# [Exercise instructions]
From the listing below, retype exactly the line holding "Describe the element at coordinates (191, 183)", the line holding "Task: Click on the turn", and the lines between them; skip everything else.

------------------------------------------------------------

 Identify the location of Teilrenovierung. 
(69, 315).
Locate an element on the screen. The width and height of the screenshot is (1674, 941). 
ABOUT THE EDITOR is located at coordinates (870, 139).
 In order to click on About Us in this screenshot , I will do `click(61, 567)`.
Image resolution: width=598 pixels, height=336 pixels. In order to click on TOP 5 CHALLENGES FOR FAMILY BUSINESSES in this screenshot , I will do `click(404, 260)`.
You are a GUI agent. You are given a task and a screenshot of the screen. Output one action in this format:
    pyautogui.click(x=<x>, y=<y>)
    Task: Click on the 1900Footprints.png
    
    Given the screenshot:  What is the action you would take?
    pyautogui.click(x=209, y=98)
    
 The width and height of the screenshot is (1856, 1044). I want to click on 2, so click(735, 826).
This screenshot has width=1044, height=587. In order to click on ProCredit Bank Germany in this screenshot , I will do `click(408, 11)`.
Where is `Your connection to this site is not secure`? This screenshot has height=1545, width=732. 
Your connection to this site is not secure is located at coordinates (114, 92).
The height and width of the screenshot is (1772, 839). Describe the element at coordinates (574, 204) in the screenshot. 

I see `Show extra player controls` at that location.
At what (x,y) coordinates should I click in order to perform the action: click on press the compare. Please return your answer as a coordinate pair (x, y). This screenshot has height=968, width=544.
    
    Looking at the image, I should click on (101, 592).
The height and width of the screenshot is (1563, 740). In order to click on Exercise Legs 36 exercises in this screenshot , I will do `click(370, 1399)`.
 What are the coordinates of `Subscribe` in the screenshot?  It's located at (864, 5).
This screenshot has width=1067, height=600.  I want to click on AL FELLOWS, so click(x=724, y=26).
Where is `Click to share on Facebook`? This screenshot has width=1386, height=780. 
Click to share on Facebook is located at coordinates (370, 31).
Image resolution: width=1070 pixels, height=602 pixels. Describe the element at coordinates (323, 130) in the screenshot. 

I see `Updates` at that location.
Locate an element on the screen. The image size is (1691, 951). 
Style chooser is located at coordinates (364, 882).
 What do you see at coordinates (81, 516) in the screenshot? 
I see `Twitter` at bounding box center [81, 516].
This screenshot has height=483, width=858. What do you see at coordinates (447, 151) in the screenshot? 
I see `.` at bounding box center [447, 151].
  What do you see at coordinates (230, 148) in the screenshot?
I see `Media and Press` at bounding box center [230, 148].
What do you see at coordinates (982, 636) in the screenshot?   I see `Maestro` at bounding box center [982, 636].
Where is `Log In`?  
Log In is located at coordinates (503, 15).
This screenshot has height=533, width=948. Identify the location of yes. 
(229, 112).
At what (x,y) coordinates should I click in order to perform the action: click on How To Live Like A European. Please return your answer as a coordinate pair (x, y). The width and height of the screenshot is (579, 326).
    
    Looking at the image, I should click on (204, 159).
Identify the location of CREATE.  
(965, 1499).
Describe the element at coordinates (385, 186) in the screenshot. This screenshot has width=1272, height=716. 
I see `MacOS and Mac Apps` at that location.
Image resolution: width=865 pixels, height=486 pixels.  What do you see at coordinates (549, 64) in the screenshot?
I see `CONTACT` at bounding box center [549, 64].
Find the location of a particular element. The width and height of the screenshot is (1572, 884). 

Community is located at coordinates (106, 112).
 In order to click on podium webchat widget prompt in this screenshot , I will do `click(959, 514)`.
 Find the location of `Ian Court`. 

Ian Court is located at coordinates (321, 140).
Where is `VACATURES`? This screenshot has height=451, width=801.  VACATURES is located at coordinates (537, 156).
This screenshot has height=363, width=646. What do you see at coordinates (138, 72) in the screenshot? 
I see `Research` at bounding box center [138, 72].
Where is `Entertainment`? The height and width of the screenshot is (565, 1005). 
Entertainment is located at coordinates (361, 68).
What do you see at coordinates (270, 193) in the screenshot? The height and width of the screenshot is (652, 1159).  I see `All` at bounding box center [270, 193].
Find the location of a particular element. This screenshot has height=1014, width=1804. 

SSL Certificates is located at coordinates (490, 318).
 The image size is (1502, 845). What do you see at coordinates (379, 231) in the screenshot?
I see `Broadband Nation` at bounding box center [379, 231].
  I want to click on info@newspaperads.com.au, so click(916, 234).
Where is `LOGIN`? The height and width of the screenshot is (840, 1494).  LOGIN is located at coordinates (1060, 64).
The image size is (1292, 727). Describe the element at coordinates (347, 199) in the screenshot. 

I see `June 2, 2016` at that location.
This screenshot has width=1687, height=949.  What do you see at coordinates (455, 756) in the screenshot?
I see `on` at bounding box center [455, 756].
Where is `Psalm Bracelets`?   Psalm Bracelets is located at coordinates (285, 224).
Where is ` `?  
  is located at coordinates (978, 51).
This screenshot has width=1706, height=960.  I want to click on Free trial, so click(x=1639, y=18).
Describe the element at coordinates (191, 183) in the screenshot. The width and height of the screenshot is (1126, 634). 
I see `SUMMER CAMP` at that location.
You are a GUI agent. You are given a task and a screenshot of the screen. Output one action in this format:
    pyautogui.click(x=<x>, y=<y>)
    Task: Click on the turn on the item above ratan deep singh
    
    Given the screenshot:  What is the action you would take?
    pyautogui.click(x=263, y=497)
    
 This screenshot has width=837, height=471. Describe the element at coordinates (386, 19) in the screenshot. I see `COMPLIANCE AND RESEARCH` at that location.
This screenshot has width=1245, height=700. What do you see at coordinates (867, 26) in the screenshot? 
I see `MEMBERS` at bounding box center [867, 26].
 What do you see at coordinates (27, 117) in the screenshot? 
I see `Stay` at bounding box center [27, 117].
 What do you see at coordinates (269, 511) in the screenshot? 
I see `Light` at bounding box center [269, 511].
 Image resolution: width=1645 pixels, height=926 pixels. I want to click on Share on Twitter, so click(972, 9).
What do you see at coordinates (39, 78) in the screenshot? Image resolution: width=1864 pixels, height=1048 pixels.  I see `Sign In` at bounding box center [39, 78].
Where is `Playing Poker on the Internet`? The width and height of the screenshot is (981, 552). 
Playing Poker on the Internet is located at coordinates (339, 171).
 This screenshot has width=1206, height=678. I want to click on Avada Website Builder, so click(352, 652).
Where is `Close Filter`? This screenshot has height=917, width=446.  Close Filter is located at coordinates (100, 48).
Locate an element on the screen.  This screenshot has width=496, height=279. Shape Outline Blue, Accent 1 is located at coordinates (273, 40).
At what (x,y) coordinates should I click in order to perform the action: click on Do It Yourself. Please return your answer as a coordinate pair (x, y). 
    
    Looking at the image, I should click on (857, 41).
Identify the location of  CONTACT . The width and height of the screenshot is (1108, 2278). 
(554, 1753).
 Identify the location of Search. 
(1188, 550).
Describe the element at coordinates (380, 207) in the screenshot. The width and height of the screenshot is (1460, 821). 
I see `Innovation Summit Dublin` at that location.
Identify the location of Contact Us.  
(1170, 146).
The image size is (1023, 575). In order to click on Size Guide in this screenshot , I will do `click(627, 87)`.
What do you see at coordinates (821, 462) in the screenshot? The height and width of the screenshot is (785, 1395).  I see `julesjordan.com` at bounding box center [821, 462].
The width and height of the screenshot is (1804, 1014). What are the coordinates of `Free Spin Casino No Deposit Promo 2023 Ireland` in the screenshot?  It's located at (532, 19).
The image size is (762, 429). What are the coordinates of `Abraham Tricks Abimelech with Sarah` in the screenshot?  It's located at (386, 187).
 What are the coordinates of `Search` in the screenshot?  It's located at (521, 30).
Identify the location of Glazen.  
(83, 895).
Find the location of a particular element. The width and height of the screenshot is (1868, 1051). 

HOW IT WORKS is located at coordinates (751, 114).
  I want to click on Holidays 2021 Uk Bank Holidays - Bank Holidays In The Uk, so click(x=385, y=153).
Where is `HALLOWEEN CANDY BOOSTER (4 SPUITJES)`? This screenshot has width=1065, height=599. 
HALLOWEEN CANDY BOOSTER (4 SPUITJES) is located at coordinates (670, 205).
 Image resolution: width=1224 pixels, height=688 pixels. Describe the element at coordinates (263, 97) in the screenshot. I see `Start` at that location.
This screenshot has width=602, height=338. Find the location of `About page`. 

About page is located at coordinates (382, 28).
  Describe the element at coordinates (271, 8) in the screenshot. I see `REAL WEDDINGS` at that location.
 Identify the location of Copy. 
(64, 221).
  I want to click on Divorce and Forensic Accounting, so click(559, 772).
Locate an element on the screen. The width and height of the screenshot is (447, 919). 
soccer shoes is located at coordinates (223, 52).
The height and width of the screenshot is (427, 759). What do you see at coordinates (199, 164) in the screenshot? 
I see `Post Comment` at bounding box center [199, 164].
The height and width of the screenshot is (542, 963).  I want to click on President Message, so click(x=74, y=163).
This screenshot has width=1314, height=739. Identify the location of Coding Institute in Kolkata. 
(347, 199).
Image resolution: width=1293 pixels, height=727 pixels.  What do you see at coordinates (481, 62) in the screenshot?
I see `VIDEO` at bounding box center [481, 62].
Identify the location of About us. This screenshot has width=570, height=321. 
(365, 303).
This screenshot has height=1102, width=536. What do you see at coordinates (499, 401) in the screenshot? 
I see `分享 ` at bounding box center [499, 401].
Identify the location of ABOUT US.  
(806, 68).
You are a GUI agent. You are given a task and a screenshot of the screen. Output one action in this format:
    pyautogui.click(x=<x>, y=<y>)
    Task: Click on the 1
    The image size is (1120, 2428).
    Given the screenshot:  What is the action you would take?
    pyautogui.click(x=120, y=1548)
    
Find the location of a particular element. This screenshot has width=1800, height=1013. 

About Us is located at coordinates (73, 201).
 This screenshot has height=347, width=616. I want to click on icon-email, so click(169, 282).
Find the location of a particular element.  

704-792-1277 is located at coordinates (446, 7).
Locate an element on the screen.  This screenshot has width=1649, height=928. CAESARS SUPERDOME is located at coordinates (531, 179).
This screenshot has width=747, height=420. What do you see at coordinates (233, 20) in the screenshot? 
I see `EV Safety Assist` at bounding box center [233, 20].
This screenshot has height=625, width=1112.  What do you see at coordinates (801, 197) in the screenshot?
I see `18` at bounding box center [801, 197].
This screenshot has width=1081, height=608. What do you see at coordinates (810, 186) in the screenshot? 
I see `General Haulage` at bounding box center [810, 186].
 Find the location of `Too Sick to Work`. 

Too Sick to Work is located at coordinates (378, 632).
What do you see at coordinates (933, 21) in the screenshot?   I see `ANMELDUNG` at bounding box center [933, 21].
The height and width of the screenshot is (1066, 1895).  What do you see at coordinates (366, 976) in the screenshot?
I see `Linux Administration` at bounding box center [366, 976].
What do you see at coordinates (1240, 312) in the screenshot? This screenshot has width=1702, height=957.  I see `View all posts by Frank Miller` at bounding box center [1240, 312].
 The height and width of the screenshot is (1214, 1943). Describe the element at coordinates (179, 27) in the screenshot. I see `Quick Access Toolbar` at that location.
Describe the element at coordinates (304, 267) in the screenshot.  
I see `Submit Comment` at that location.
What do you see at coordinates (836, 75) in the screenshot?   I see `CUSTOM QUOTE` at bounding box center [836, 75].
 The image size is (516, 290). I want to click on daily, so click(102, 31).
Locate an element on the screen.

------------------------------------------------------------

# [Exercise answer]
Describe the element at coordinates (191, 183) in the screenshot. The width and height of the screenshot is (1126, 634). 
I see `SUMMER CAMP` at that location.
You are a GUI agent. You are given a task and a screenshot of the screen. Output one action in this format:
    pyautogui.click(x=<x>, y=<y>)
    Task: Click on the turn on the item above ratan deep singh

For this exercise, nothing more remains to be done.